Daye v. Attorney General of State of N. Y.

Decision Date28 October 1981
Docket NumberNo. 906,D,906
Citation663 F.2d 1155
PartiesWilliam DAYE, Petitioner-Appellant, v. ATTORNEY GENERAL OF the STATE OF NEW YORK and Eugene S. LeFevre,Superintendent, Clinton Correctional Facility, Respondents-Appellees. ocket 80-2292.
CourtU.S. Court of Appeals — Second Circuit

Phylis Skloot Bamberger, The Legal Aid Society, Federal Defender Services Unit, New York City, for petitioner-appellant.

Meredith Anne Feinman, Asst. Dist. Atty., New York City (Robert M. Morganthau, Dist. Atty. of New York County, Norman Barclay, Asst. Dist. Atty., New York City, on the brief), for respondents-appellees.

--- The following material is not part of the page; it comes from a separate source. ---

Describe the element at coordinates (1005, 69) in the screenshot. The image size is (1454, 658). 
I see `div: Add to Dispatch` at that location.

Before LUMBARD and NEWMAN, Circuit Judges, and METZNER, * District Judge.

NEWMAN, Circuit Judge:

William Daye appeals from a judgment of the District Court for the Southern District of New York (Milton Pollack, Judge), dismissing on the merits his petition for habeas corpus challenging the validity of his state court conviction for murder, robbery, and related crimes. We affirm the dismissal without prejudice solely on the ground that state court remedies have not been exhausted. 28 U.S.C. § 2254(b) (1976).

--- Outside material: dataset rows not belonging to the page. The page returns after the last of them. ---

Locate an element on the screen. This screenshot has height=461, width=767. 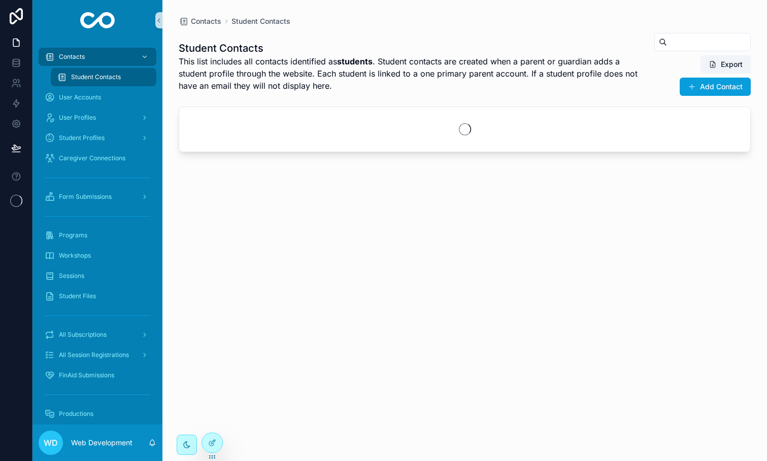
span: FinAid Submissions is located at coordinates (86, 376).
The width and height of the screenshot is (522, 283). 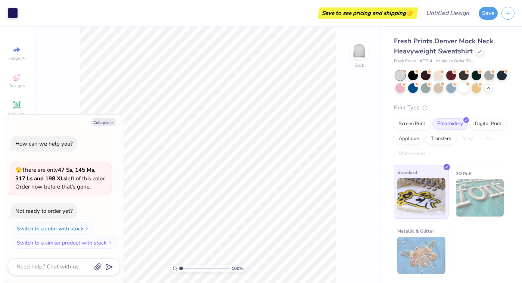 What do you see at coordinates (441, 139) in the screenshot?
I see `div: Transfers` at bounding box center [441, 139].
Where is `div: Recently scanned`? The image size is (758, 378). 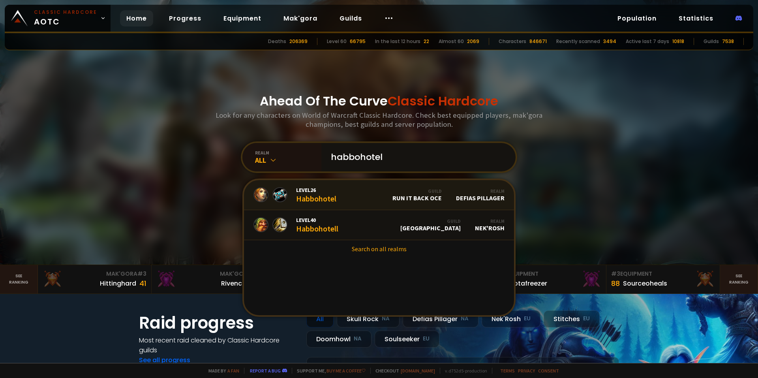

Daye was convicted on June 26, 1976 after a jury trial in the Supreme Court, New York County (Burton Roberts, Judge), of intentional murder, felony murder, and two counts of robbery in the first degree. He was sentenced to concurrent terms of imprisonment of 20 years to life on each murder conviction and 81/3 to 25 years on each robbery conviction. He appealed to the Appellate Division, First Department, alleging primarily that the trial judge's excessive and prejudicial questioning had denied him a fair trial and, in addition, that he had been improperly impeached by evidence of a prior conviction on which he had been adjudicated a youthful offender. The Appellate Division affirmed without opinion, and leave to appeal to the New York Court of Appeals was denied.

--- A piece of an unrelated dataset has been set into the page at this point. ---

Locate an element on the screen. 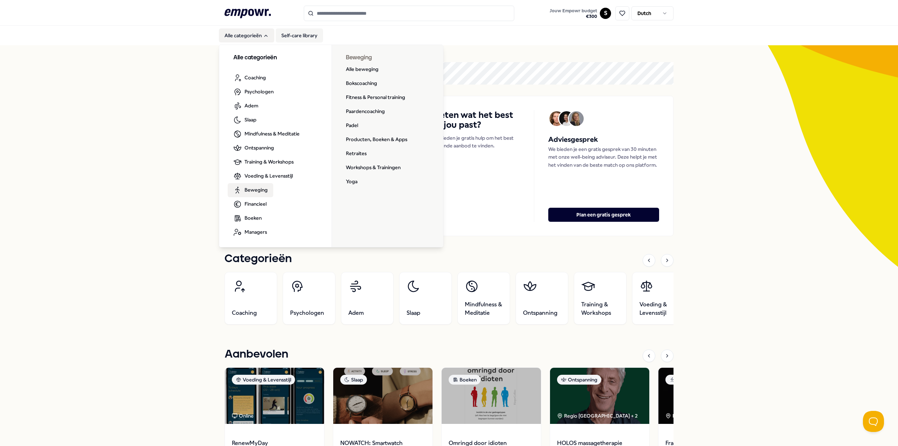  button: Alle categorieën is located at coordinates (247, 35).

In determining whether Daye had exhausted state court remedies, Judge Pollack examined Daye's brief in the Appellate Division. See Twitty v. Smith, 614 F.2d 325, 331-32 n.7 (2d Cir. 1979). The District Court acknowledged that Daye had made no express reference to a denial of federal constitutional rights nor cited any federal cases. But, Judge Pollack noted, the state court brief had repeatedly argued that the trial judge's questioning "deprived the defendant of a fair trial" and deprived him of his "fundamental right to a fair trial." The District Court concluded that these references must have alerted the Appellate Division to the unstated basis of Daye's claim-that he had been denied a fair and impartial trial in violation of rights secured by the Sixth and Fourteenth Amendments. Judge Pollack relied on Twitty v. Smith, supra, 614 F.2d at 332, in which this Court ruled that reference in an Appellate Division brief to lack of "effective assistance of counsel" sufficed for purposes of exhaustion to tender to the state court an implicit claim that the defendant had been denied his Sixth Amendment right "to have the Assistance of Counsel for his defense." Turning to the merits, Judge Pollack concluded that the state trial judge's role had been "active" but not prejudicial and that the cross-examination of the accused involved no error of constitutional dimension.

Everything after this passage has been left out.